State Actions to Protect and Expand Access to Abortion Services

This brief reviews the status of state actions to strengthen and guarantee abortion access to their residents, as well as to prepare for the likely increase in demand for abortion services in those states should the high court overturn the constitutional right to abortion established by Roe v. Wade.

Puzzling pediatric hepatitis cases echo an earlier mysterious illness

In early April, when word began to circulate that hospitals in the United Kingdom were seeing unexplained hepatitis cases in very young children, some physicians and researchers on this side of the Atlantic experienced a moment of déjà vu.

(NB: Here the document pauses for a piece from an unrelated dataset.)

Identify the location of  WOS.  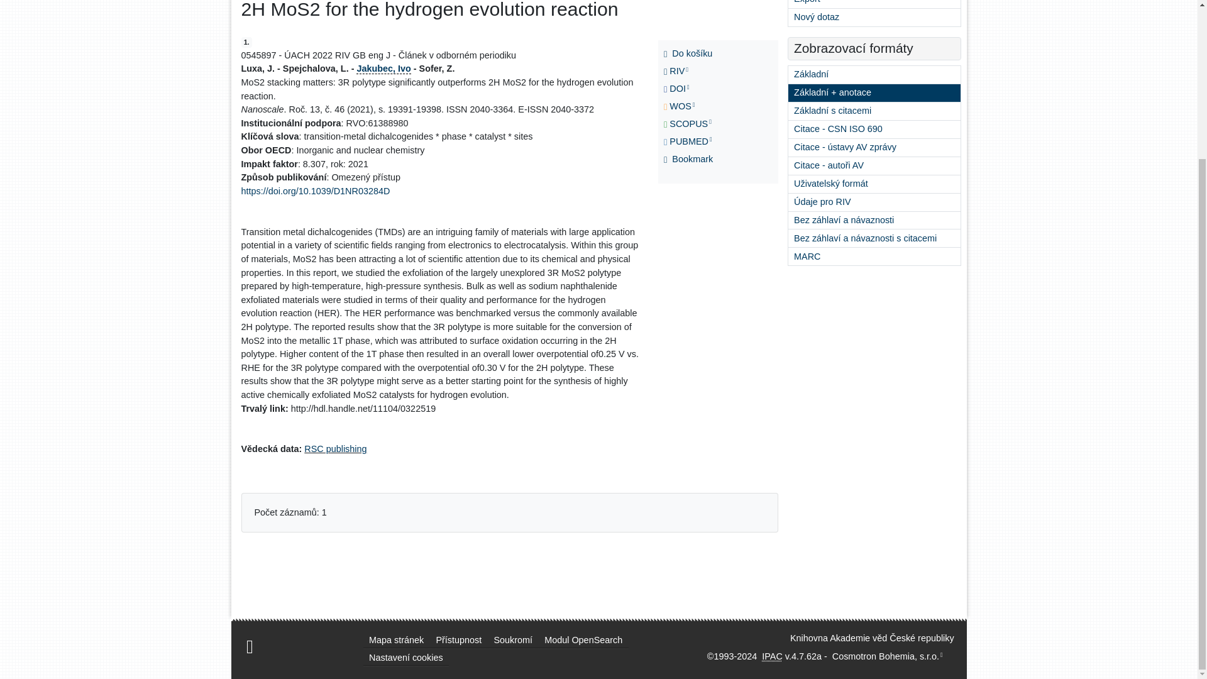
(690, 106).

Kevin Messacar and colleagues at Children’s Hospital Colorado found themselves remarking on how reminiscent the unfolding investigation was of a medical mystery they’ve been enmeshed in for the past eight years — acute flaccid myelitis, or AFM, a polio-like condition in children.

Read the rest…

Opinion: The case of RaDonda Vaught highlights a double standard for nurses and physicians

RaDonda Vaught, a former nurse in Tennessee, was sentenced on Friday to three years of supervised probation after being convicted in March of making a fatal medication error in 2017, which resulted in the death of a patient under her care. Although Vaught isn’t being sent to prison, her conviction and sentencing, meted out for the kind of error that routinely occurs in health care institutions across the U.S., are a true travesty of justice.

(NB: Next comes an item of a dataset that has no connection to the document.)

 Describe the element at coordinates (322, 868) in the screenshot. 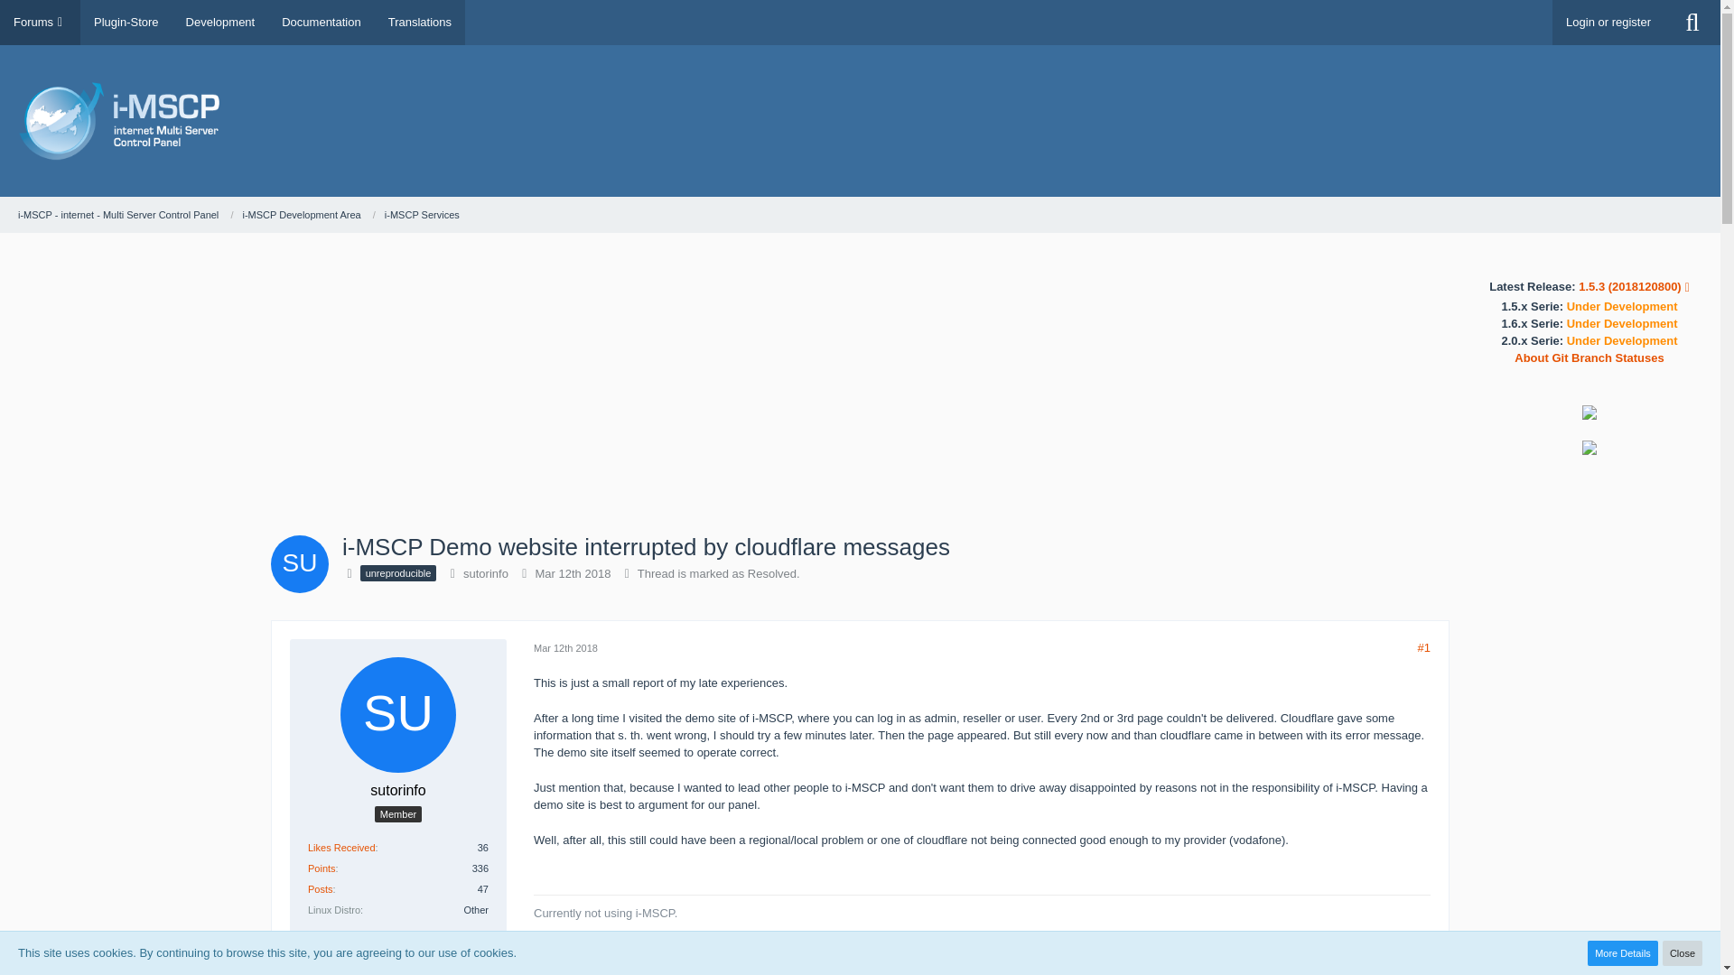

I see `Points` at that location.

That’s a far cry from what happened to William Husel, a former Ohio physician, who was acquitted of murder in April for hastening the deaths of 14 critically ill patients under his care by ordering doses of the painkiller fentanyl that were 10 times the amount ordinarily ordered for critically ill patients. Husel knowingly, and with intent, ordered the inordinate dosage of medication to patients across the lifespan — from their late 30s to their 80s — with a variety of ailments ranging from pneumonia to cancer.

Read the rest…

Listen: A CEO’s arrest, Pfizer’s big deal, & Covid on the rise

Is the next Covid surge upon us? How do you make $350,000 a day in biotech? And when did Seagen find out about its CEO’s arrest?

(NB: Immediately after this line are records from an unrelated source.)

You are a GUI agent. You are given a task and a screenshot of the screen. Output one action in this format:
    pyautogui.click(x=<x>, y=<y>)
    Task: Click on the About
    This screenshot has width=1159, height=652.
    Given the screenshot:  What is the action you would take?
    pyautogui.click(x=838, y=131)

We cover all that and more this week on “The Readout LOUD,” STAT’s biotech podcast. First, we discuss the latest alarming trends in the Covid-19 pandemic and explaining the curious case of Moderna’s briefly employed chief financial officer. Then we pick apart the implications of Pfizer’s $11.6 billion acquisition of Biohaven and the struggles of a once-promising idea in cancer immunotherapy. Finally, we examine the arrest of Seagen CEO Clay Siegall and the unanswered questions about the company’s response.

Read the rest…

STAT+: Advocate Aurora-Atrium’s mammoth merger: experts split on whether federal regulators will challenge the deal

The merger of Advocate Aurora Health and Atrium Health, announced Wednesday, would create one of the country’s biggest nonprofit hospital systems with $27 billion in revenues and a sprawling network of facilities in far-flung states — and likely will draw scrutiny from federal regulators. 

There’s no obvious legal path for them to block the massive deal, which would combine two systems that operate not only in different states, but in different regions of the country. Attorneys and antitrust experts say the Federal Trade Commission has never taken legal action to block a merger between hospital systems that operate in distinct markets, known as a cross-market merger, although it has evaluated the possibility. 

Continue to STAT+ to read the full story…

STAT+: Why a controversial patent rights waiver could be a ‘missed opportunity’ to tackle the next pandemic

After 18 months, the fate of a contentious proposal before the World Trade Organization to temporarily waive patent rights for Covid-19 medical products still remains uncertain. The effort was initiated by South Africa and India to widen access to poor countries after wealthy nations quickly locked in supplies for vaccines when the pandemic began more than two years ago. But the pharmaceutical industry has continually balked at the provisions. India and South Africa recently reached a compromise with the U.S., which backs a waiver only for vaccines, and with the European Union.

But the latest version, which was released last week, has angered many public health advocates, who argue the language would actually accomplish little. Whether agreement can be reached by mid-June, when the WTO Ministerial Conference takes place, is unclear.

Continue to STAT+ to read the full story…

Watch: A STAT reporter’s race to keep up with Covid-19

The ticker tape of the infectious disease world, ProMED, posts a steady stream of reports about unusual outbreaks.

Few cases become big news. But on the eve of 2020, STAT senior writer Helen Branswell noticed an item out of China. “Hopefully this is nothing out of the ordinary,” tweeted Branswell, who had covered the 2003 SARS outbreak in Toronto. “But a @ProMED_mail posting about “unexplained pneumonias” in China is giving me #SARS flashbacks.”

Read the rest…

STAT+: The panel was supposed to improve efficiency at the NIH. It hasn’t even met for 7 years

WASHINGTON — An oversight board tasked with making the National Institutes of Health more efficient and more effective mysteriously stopped meeting seven years ago, according to a STAT review of agency records — and its members don’t know why.

The group, which Congress created in 2006, was intended to serve as a sounding board for the NIH director, providing periodic feedback and recommendations aimed at improving the government’s largest science agency. But it hasn’t met since the summer of 2015, and several prominent researchers whom the NIH website still lists as board members appear confused as to whether the group still exists.

Continue to STAT+ to read the full story…

STAT+: Covid shots made Moderna biotech’s biggest star, but what now?

What does a breakout company like Moderna do for an encore? More than a decade after its founding, the Cambridge biotech rolled out its first commercial product last year. And what a debut it was: a cutting-edge COVID-19 vaccine that helped to save thousands ― if not millions ― of lives around the world.

It was also a massive moneymaker for Moderna, which up until then had been unprofitable. With more than $38 billion in total COVID-19 vaccine sales expected by the end of this year ― many of the doses paid for by governments ― investors are wondering what the company plans to do with that windfall. Despite Moderna’s spectacular success, the question of what’s next looms large, and the pressure is on to avoid becoming a one-hit wonder.